Blake points to the “effect of TikTok/Reels on the core songwriting and arranging of music”, identifying a growing “attention deficit” in listeners. He also identified a possible breaking point - “if we want quality music somebody is gonna have to pay for it”, referencing his cover of Frank Ocean’s Godspeed that went viral while neither Ocean nor Blake making a dime off its TikTok virality. If consumers demand quality without directly supporting artists via buying records, supporting tours or buying merch, something has to give. And as we saw with the five-month-long writers strikes, we are close to a tangible crisis.
We will save the inevitable PR pitfalls from artists to labels for when all this eventually happens and instead raise an excellent piece by Ted Giola who zooms out and investigates the potential death of traditional entertainment, pointing toward a culture of distraction which major companies like Disney, Paramount and Universal are all struggling through. And like Blake referenced, TikTok epitomises this through fast-paced ‘doom scrolling’ that exploits our brain chemistry - overloading our dopamine sensors and resembling addiction patterns, which tech giants have been advancing for decades. It’s a terrifying trend, one that will unravel for years to come that we’re seeing in episodic moments like this James Blake story.

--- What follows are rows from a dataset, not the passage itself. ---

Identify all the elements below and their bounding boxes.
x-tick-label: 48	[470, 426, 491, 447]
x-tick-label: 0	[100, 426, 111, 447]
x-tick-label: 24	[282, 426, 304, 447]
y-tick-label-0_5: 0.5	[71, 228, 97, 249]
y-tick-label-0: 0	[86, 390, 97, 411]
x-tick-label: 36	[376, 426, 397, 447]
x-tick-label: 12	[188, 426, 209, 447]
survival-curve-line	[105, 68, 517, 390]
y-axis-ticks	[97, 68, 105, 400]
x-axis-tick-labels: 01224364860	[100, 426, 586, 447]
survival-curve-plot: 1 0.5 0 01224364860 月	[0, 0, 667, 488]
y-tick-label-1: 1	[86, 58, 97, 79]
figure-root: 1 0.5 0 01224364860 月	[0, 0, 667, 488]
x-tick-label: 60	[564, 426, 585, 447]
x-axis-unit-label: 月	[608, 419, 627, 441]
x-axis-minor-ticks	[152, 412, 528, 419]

Cerveza Cristal: The Viral Stunt with a Long Tail
Around twenty years ago, before the existence of social media or online ‘virality’, beer brand Cristal’s Chilean agency contrived an ‘ad free’ edit of Star Wars that replaced commercial breaks with edits that ludicrously crowbarred their product into the film itself, with even John Williams’ classic score momentarily elbowed aside by a rambunctious “Cerveza Cristal!” jingle.
This week the internet exhumed this (award-winning) stunt and reanimated it as an internet meme that has spread around the world and been edited into scenes from just about every classic film for comic effect, spilled over into media coverage, and in the process provided extremely visible brand placement for Cerveza Cristal – bolstered by the distinctive can design and uproariously catchy jingle.

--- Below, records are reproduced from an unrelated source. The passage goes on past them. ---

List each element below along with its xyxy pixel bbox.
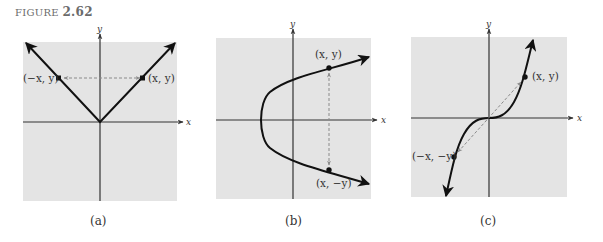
point-label-x-y: (x, y)	[315, 48, 342, 60]
point-marker	[140, 76, 145, 81]
caption-b: (b)	[285, 214, 302, 228]
point-label-x-y: (x, y)	[148, 72, 175, 84]
point-label-x-neg-y: (x, −y)	[316, 177, 352, 189]
x-axis-label: x	[381, 115, 386, 125]
y-axis-label: y	[96, 24, 103, 34]
point-marker	[326, 65, 331, 70]
caption-c: (c)	[480, 214, 496, 228]
point-label-x-y: (x, y)	[532, 70, 559, 82]
panel-a: x y (−x, y) (x, y) (a)	[23, 24, 191, 228]
y-axis-label: y	[289, 19, 296, 29]
point-marker	[522, 74, 527, 79]
point-marker	[326, 167, 331, 172]
x-axis-label: x	[577, 113, 582, 123]
point-label-neg-x-neg-y: (−x, −y)	[412, 150, 456, 162]
x-axis-label: x	[186, 117, 191, 127]
caption-a: (a)	[90, 214, 107, 228]
y-axis-label: y	[485, 19, 492, 29]
panel-c: x y (x, y) (−x, −y) (c)	[411, 19, 582, 228]
panel-b: x y (x, y) (x, −y) (b)	[216, 19, 386, 228]
figure-canvas: x y (−x, y) (x, y) (a) x y (x, y) (x, −y…	[0, 0, 603, 242]
point-label-neg-x-y: (−x, y)	[23, 72, 59, 84]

One of the issues plaguing modern communications is that ‘to go viral’ has become a principle that has usurped such fundamental drivers as ‘because it’s quite funny’ – which ironically are far more likely to produce a viral phenomenon. Cerveza Cristal’s cartoonishly overblown product placement is from a land before virality, and therefore untainted by the pernicious and cringeworthy trend of brands cynically attempting to manufacture it.
The fact that something so unselfconsciously daft can have such a long tail in terms of the (good natured) attention it attracts is a resounding endorsement for communicators to do fun (and daft) stuff for its own sake instead of trying to outthink the algorithm.